[1]Well-known historian of Coastal Georgia and Historical Collaborator of the National Park Service for the Fort Frederica Project.

[2]Published as Volume IV of the Collections of the Georgia Historical Society (Savannah, 1878). Jones gave no source for this map, but it has been identified by the author as a small detail from a large map of St. Simons Island made in 1739 by Capt. John Thomas, Engineer in Oglethorpe’s Regiment. The original manuscript map is now in the Crown Collection in the British Museum (with a copy in the Library of Congress), catalogued CXXII-71a.

[3]Robert & George Watkins, comps., A Digest of the Laws of the State of Georgia ... (Philadelphia, 1800), 599.

[4]These original manuscript maps were discovered by Nathaniel Harrison Ballard, State Superintendent of Schools for Georgia, among uncatalogued papers in the office of Georgia’s Secretary of State. They are now in the Georgia Department of Archives and History and their first publication was in Margaret Davis Cate, Our Todays and Yesterdays, (Brunswick, Ga., 1930), 57, 60.

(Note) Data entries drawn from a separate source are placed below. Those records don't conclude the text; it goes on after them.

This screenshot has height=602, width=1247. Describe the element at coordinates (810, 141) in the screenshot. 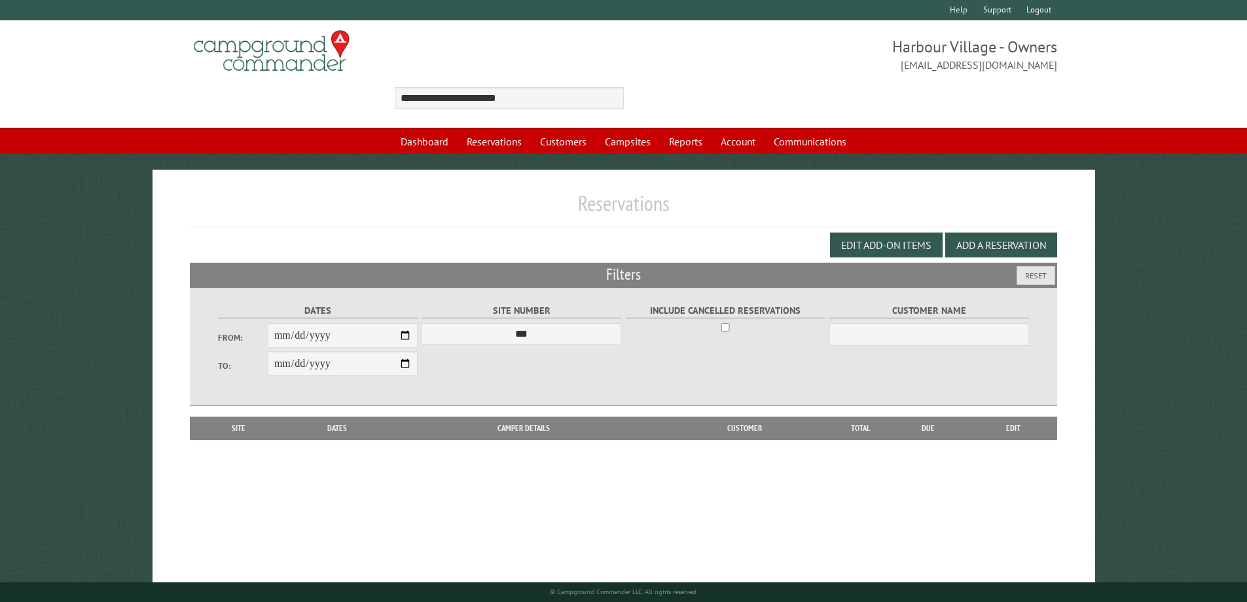

I see `a: Communications` at that location.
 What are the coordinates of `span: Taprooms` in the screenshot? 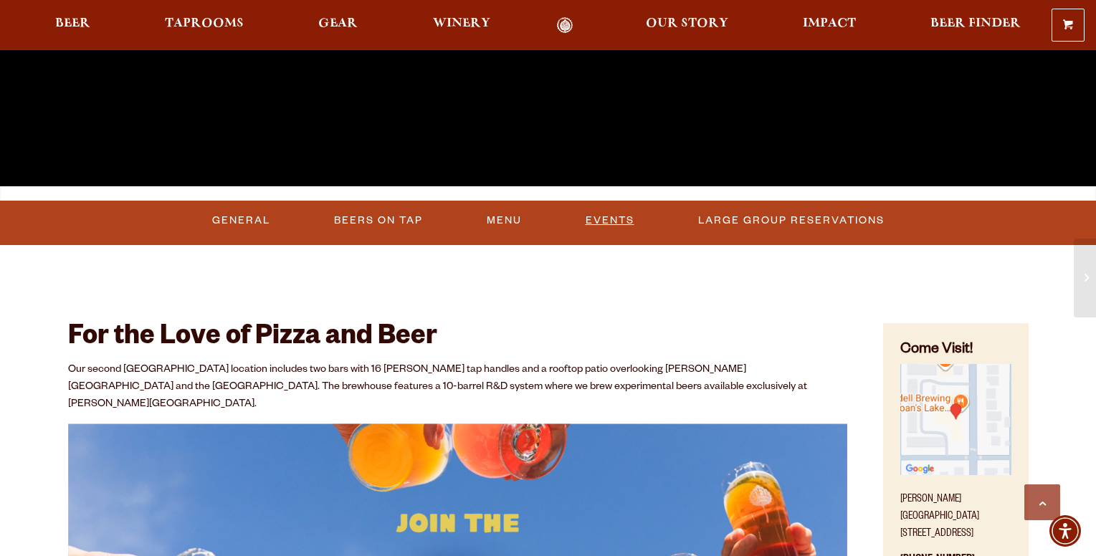 It's located at (204, 24).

[5]Allen D. Candler, ed., Colonial Records of the State of Georgia (25 vols. Vol. XX, not published. Atlanta, 1904-1916), XXII, Pt. I, 280; XXXIX, 433, 479. Collections of the Georgia Historical Society, I (Savannah, 1840), 192.

[6]Candler, ed., Colonial Records of Georgia, XXII, Pt. I, 279.

[7]Collections of The Georgia Historical Society, II (Savannah, 1842), 113, 150.

[8]Candler, ed., Colonial Records of Georgia, VI, 146.

[9]Ibid., X, 79.

[10]This Christian Perkins who petitioned for Dr. Hawkins’ lot came to Georgia as Christian Grant. Several of her brothers, all of whom were indentured servants, came at the same time. (E. M. Coulter and A. B. Saye, eds., A List of the Early Settlers of Georgia (Athens, 1949), 19. One of these, Peter Grant, fought at the Battle of Bloody Marsh and spent the rest of his life on St. Simons Island, where he died in 1804 at the age of eighty-four. [George White, Statistics of the State of Georgia (Savannah, 1849), 283; Coll. Ga. Hist. Soc. I, 284n]. Christian Grant married John Perkins and after his death married Francis Lewis. In her will (executed in 1786 and recorded in 1811) on file in Chatham County, Georgia, Court House (Will Book E, 84), she left her Frederica lots (17N and 1S) to her brother, Peter Grant. However, in 1789 she executed a deed transferring lot 17N “to my loving nephew ... Thomas Grant, son of my brother, Peter Grant.” (Glynn County, Ga., Deed Book CD, 168).